Many social movements have eventually leveraged and transformed U.S. political parties. Examples range from the temperance and abolition movements, through populism, women’s suffrage, and the movement for unions and labor reforms, to more recent instances such as the civil rights struggle, contemporary feminism, gay rights, environmentalism, and the conservative efforts for the right to life, the right bear arms, and the reduction of taxes.
Shifting Momentum – and the Need to Rediscover Movement-Building
Over the last thirty years, movement building has proceeded more effectively on the right. Many people felt threatened by the racial, gender, and generational changes of the 1960s and 1970s, especially once the federal government got actively involved in cementing reforms. As the post-1970s economy brought insecurity and growing inequality, conservative leaders and movement organizers were able to mobilize millions to demonize government itself.

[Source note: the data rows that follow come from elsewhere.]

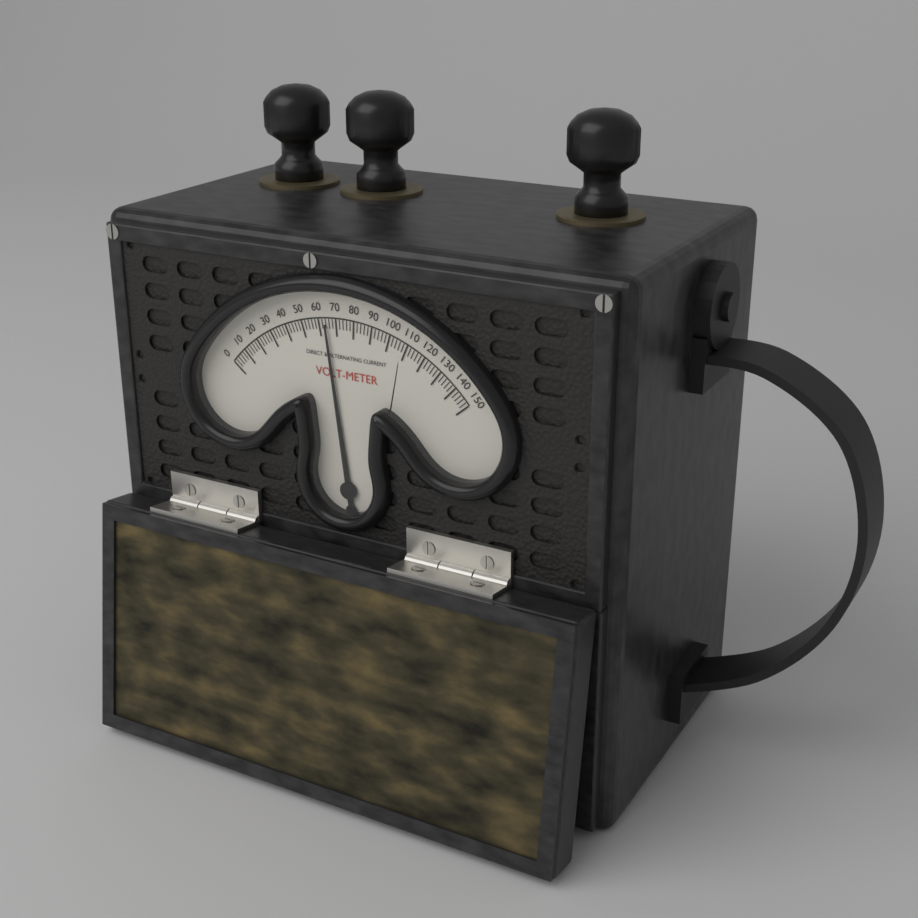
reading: 64 V
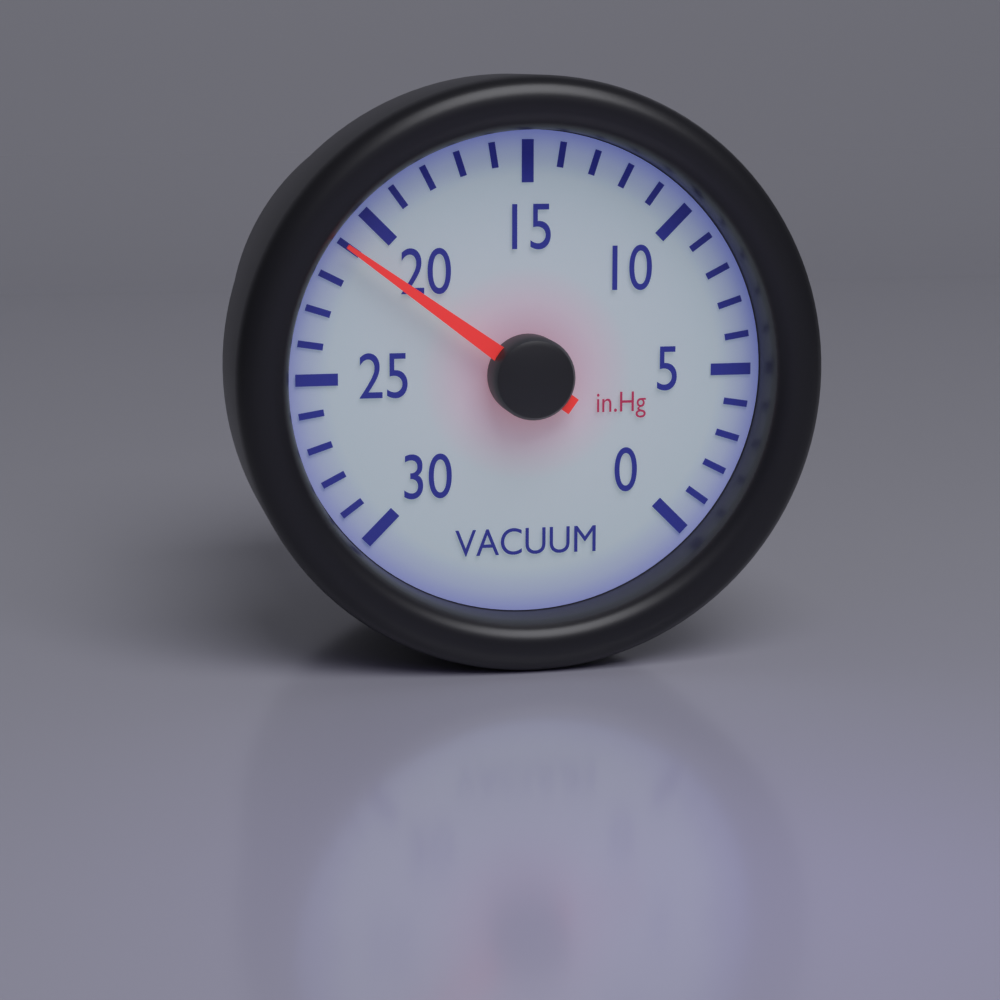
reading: 21 inHg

Progressives emerged from the 1972 McGovern campaign divided and demoralized. Liberals created lobbying and legal operations in Washington DC, and turned away from movement building to try advance their many special causes through polling, messaging and marketing. Meanwhile, conservatives built a movement that changed the Republican Party and then – with the election of Ronald Reagan, the Newt Gingrich-led Congress, and now the Tea Party –transformed the U.S. polity. When in office, Democratic presidents have not linked up with nationwide movements, so their policy achievements are piecemeal and hard to sustain.
Stirrings there have been: in the 2007-08 Obama campaign, immigration reform activism, opposition to the XL pipeline, the vigorous reaction to the assault on Planned Parenthood, and, of course, the Occupy Wall Street demonstrations. Mobilization, however, is not the same thing as organization – the ability to share information and concert action on a vast scale. Social media can facilitate this, but cannot replace leadership, strategy, and structure. To counter the power of the right, progressives must invest energy and resources in locally rooted and nationally coordinated movement organizations. Then it will be possible to translate the outrage of many Americans into the capacity to do something about it – through lasting democratic reforms.
Read more in Marshall Ganz, “‘Left Behind’: Social Movements, Parties, and the Politics of Reform,” The Hauser Center for Nonprofit Organizations Working Paper No. 34, Harvard University, August 2006; and Marshall Ganz, “Leading Change: Leadership, Organization and Social Movements,” in Handbook of Leadership Theory and Practice, edited by Nitin Nohria and Rakesh Khurana (Harvard Business School Press, 2010), 509-550.